ClickSimulator::ClickSimulator(QmlApplicationViewer* viewer, QObject *parent) :
QObject(parent)
, m_viewer(viewer)
{
}

void ClickSimulator::click()
{
    if (NULL != m_viewer)
    {
        const int x = qrand() % 500 + 100, y = qrand() % 500 + 100;

        {
           QMouseEvent pressEvent(QEvent::MouseButtonPress, QPoint(x, y), Qt::LeftButton, Qt::LeftButton, Qt::NoModifier);
//            QMouseEvent pressEvent(
//                QEvent::MouseButtonPress, 
//                QPoint(x, y),
//                Qt::LeftButton, Qt::LeftButton, Qt::NoModifier);
           const bool isSent = QApplication::sendEvent(m_viewer->scene(), &pressEvent);
           qDebug() << "'Press' at (" << x << "," << y << ") successful? " << isSent;
        }

        {
            QGraphicsSceneMouseEvent pressEvent(QEvent::GraphicsSceneMousePress);
            pressEvent.setScenePos(QPointF(x, y));
            pressEvent.setButton(Qt::LeftButton);
            pressEvent.setButtons(Qt::LeftButton);

            QGraphicsItem* item = m_viewer->itemAt(x, y);
            const bool isSent = m_viewer->scene()->sendEvent(item, &pressEvent);
            //const bool isSent = QApplication::sendEvent(m_viewer->scene(), &pressEvent);
            qDebug() << "'Press' at (" << x << "," << y << ") successful? " << isSent;
        }

        // This platform specific code works...
        {
            const double fScreenWidth = ::GetSystemMetrics( SM_CXSCREEN )-1; 
            const double fScreenHeight = ::GetSystemMetrics( SM_CYSCREEN )-1; 
            const double fx = x*(65535.0f/fScreenWidth);
            const double fy = y*(65535.0f/fScreenHeight);

            INPUT inp[3];
            inp[0].type = INPUT_MOUSE;

            MOUSEINPUT & mi = inp[0].mi;
            mi.dx = fx;
            mi.dy = fy;
            mi.mouseData = 0;
            mi.dwFlags = MOUSEEVENTF_MOVE | MOUSEEVENTF_ABSOLUTE;
            mi.time = 0;
            mi.dwExtraInfo = 0;

            inp[1] = inp[0];
            inp[1].mi.dwFlags = MOUSEEVENTF_LEFTDOWN;

            inp[2] = inp[0];
            inp[2].mi.dwFlags = MOUSEEVENTF_LEFTUP;

            SendInput(3, inp, sizeof(INPUT));
        }
    }
}

main.qml

import QtQuick 1.0

Rectangle {
    width: 360
    height: 360
    Text {
        id: text1
        text: qsTr("This text is placed at the click coordinates")
    }

    MouseArea {
        id: mousearea1
        anchors.fill: parent
        onClicked: {
        console.log("click at " + mouse.x + ", " + mouse.y);
            text1.pos.x = mouse.x;
            text1.pos.y = mouse.y;
        }
    }
}

output

'Press' at ( 147 , 244 ) successful?  false 
'Press' at ( 147 , 244 ) successful?  true 

Answer

fejd picture fejd · Sep 30, 2011

Since you send the event before app.exec(), I don't think the main event loop has been started . You could try postEvent instead, though that might fail as well if exec() clears the event queue before it starts.
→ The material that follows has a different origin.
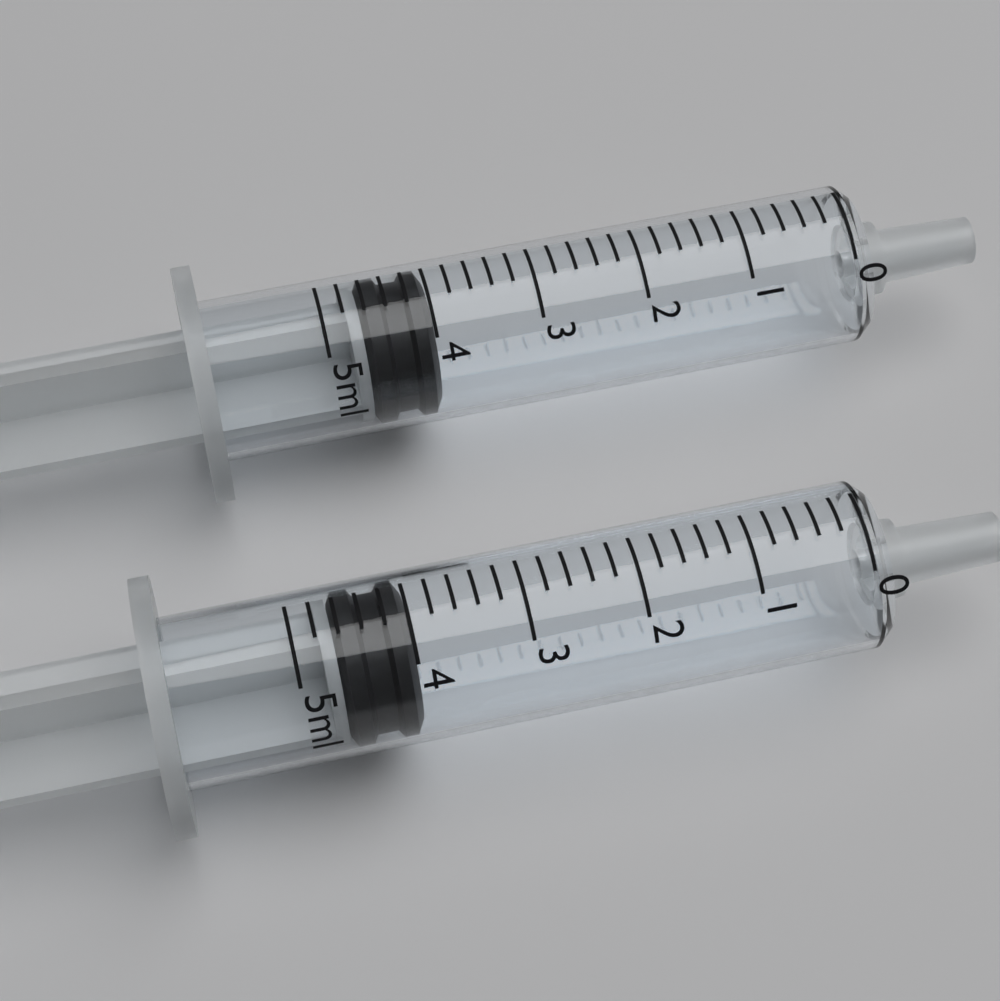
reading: 4.0 ml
In that case, perhaps you can post it somewhere after exec()?

Update: Got it working now by looking at the QDeclarativeMouseArea autotests. What was missing was the release event. This worked for me:

QGraphicsSceneMouseEvent pressEvent(QEvent::GraphicsSceneMousePress);
pressEvent.setScenePos(QPointF(x, y));
pressEvent.setButton(Qt::LeftButton);
pressEvent.setButtons(Qt::LeftButton);
QApplication::sendEvent(m_viewer->scene(), &pressEvent);

QGraphicsSceneMouseEvent releaseEvent(QEvent::GraphicsSceneMouseRelease);
releaseEvent.setScenePos(QPointF(x, y));
releaseEvent.setButton(Qt::LeftButton);
releaseEvent.setButtons(Qt::LeftButton);
QApplication::sendEvent(m_viewer->scene(), &releaseEvent);

What was a bit odd was that onPressed in the QML file did not get called after the press event - only after the release event was sent as well.